Mount Pisgah’s Annual Wildflower Festival
By Envision Magazine on May 24, 2016
Keeping with Festival tradition, the day of the Mount Pisgah Arboretum’s 37th Annual Wildflower and Music Festival proves to be a rainy one. This doesn’t seem to discourage any of its attendees, however. They come to the festival in droves, even under a thin drizzle. Some are listening to the live music or learning about local and invasive plants for the very first time today; others have been coming to this celebration for years.
The festival, which is run by the Mount Pisgah Arboretum and made possible by hundreds of passionate volunteers, is an event with palpable heart and soul. Local musicians set a lively mood, while festival-goers ramble through booths full of plants, books, baked goods, natural history exhibits, food and drink. Twenty percent of all proceeds will go towards supporting the Arboretum and its work in conservation and community education, so people wander through the tents with an extra incentive to splurge.
With guided nature hikes and up to 400 wildflower species on display, the festival is as educational as it is fun. With all there is to see and do, no wonder the event has such an enthusiastic following.
“I’ve volunteered for this one and the Mushroom Festival for the last three years in a row,” says Ryan, a volunteer in the book booth, as he takes break to look at the wildflowers. “I look forward to this more than most major holidays. This is more fun, for me, than Christmas!”
For Ryan, the Wildflower Festival was also an introduction to a community. Though Ryan lived in Seattle when he attended his first Arboretum festival, he has recently moved to Eugene. “The festivals might have been the seed, pardon the pun. But, I’ve kind of fallen in love with the culture and the community here in Eugene–the sort of emphasis on conscious consumption and the holistic approach to well-being, that I’ve found people are really involved in here.”
Like Ryan and many others, Jane Donahue also has a special history with the Wildflower Festival. She loves to come to the arboretum, and has been a vendor at the festival for at least ten years. “And it rains at every one!” she laughs, “It just waits for the Wildflower Festival… and then it rains!” The festival is the only place where Jane’s company Charting Nature sets up shop beyond the Internet. “We keep doing it because it’s fun,” she says, with a smile.
From vendors, to volunteers, to attendees, no one leaves the celebration disappointed. At day’s end, volunteers can be seen helping to carry boxes of plants and art to the parked cars, while friends and families mingle to say goodbye to this year’s Wildflower Festival, but not to the arboretum, which opens with sunrise and closes at sunset every day of the year.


## Exercise brief
Read the listing below and copy out each line where the word "friends" occurs.

Information provided START

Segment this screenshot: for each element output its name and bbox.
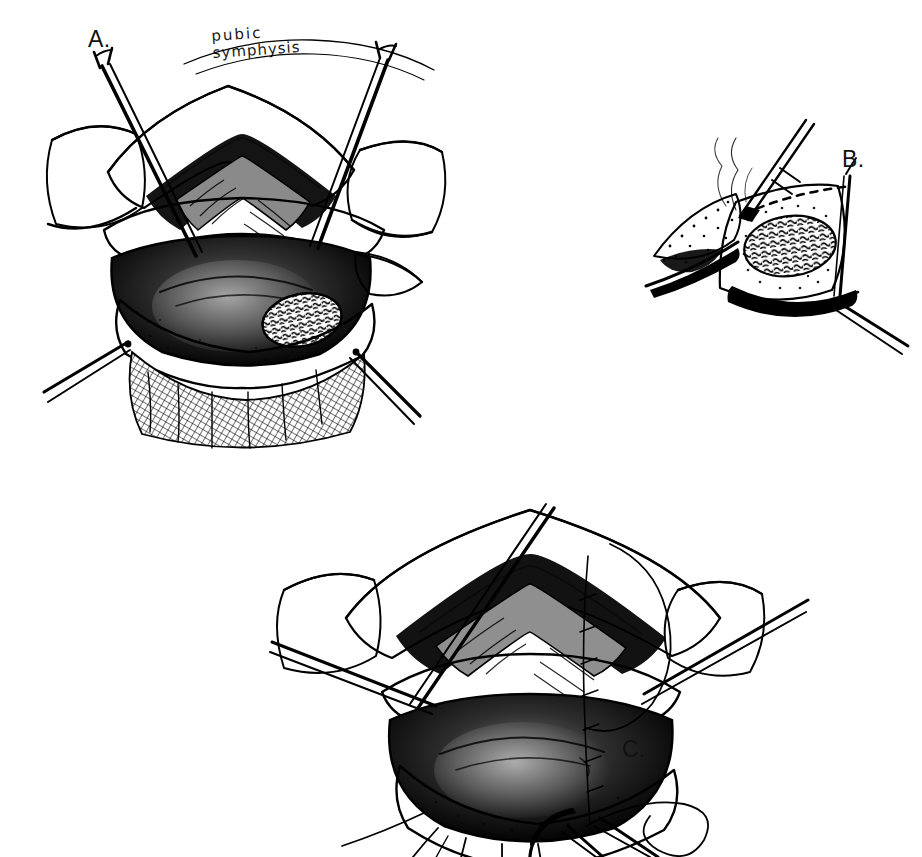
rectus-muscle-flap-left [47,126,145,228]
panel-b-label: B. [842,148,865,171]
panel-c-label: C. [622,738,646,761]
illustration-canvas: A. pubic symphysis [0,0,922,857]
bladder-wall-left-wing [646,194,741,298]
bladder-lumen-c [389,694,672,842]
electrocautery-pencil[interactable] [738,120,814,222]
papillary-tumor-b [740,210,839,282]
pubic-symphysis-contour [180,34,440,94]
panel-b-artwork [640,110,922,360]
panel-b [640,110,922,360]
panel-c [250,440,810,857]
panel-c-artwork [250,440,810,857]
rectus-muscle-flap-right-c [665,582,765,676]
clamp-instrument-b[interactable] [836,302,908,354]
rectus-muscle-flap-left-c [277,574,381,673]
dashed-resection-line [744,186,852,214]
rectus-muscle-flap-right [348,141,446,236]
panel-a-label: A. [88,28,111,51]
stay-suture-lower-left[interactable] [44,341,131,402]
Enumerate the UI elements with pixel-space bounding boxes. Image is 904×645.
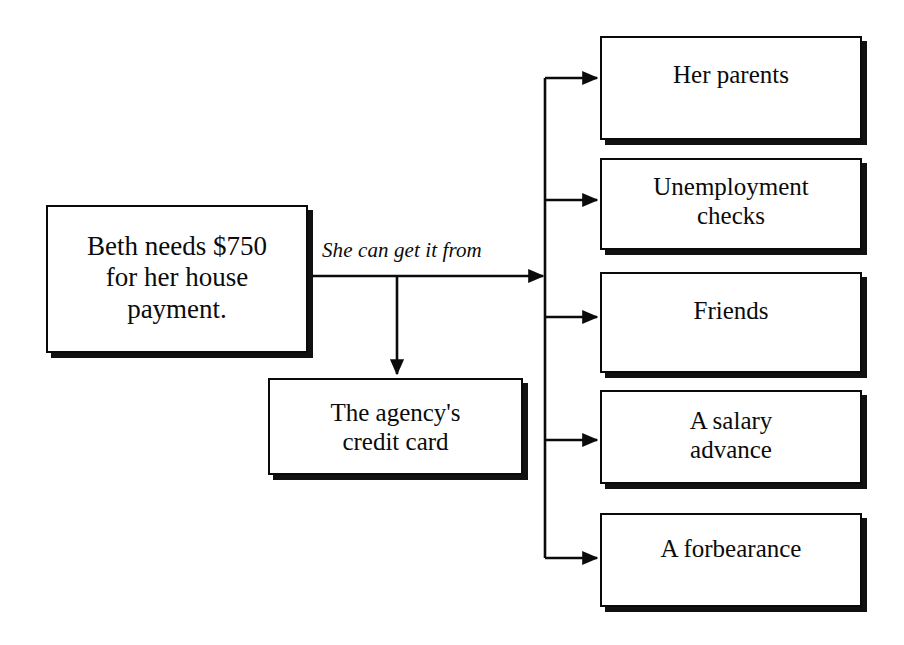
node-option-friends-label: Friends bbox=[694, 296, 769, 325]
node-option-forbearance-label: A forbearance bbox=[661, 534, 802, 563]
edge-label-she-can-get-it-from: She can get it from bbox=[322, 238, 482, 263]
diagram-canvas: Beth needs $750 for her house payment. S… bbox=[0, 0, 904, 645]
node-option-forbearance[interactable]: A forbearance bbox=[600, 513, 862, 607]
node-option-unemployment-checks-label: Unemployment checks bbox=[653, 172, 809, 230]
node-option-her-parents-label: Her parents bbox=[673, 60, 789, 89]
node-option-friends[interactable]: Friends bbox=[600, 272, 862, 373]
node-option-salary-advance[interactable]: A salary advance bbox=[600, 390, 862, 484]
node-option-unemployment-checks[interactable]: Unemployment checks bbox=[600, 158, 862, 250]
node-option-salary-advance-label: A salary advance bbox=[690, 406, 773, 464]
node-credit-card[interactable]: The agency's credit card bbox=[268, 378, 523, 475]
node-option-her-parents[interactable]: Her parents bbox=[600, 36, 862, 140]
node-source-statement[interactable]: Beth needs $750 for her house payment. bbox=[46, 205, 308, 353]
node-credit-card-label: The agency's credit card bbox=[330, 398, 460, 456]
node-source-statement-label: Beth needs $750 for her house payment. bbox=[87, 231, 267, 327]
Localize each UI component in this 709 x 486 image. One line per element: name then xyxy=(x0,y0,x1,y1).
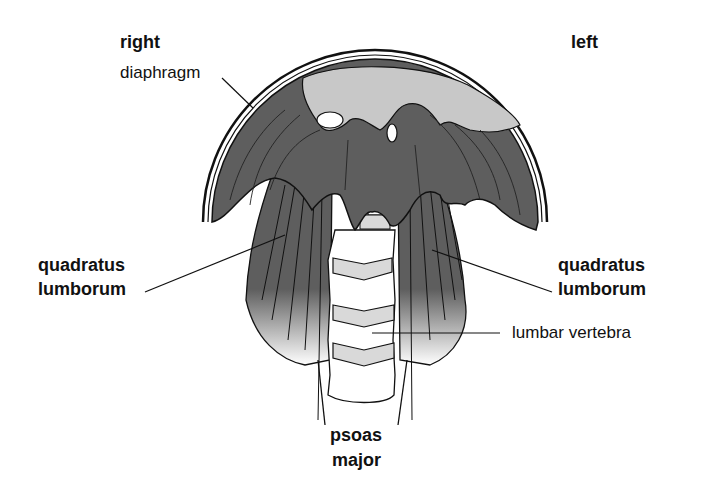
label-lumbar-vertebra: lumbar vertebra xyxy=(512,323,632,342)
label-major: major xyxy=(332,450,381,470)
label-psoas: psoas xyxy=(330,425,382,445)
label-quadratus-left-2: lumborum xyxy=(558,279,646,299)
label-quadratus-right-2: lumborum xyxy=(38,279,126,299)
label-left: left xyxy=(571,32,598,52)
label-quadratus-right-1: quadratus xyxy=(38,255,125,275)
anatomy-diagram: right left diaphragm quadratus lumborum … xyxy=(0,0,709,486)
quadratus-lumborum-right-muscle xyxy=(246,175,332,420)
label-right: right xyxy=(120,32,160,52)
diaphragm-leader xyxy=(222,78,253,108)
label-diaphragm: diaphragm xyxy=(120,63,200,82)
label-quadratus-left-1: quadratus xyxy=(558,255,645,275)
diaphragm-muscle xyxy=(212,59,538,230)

Information provided END

## Written response
node-option-friends-label: Friends bbox=[694, 296, 769, 325]
node-option-friends[interactable]: Friends bbox=[600, 272, 862, 373]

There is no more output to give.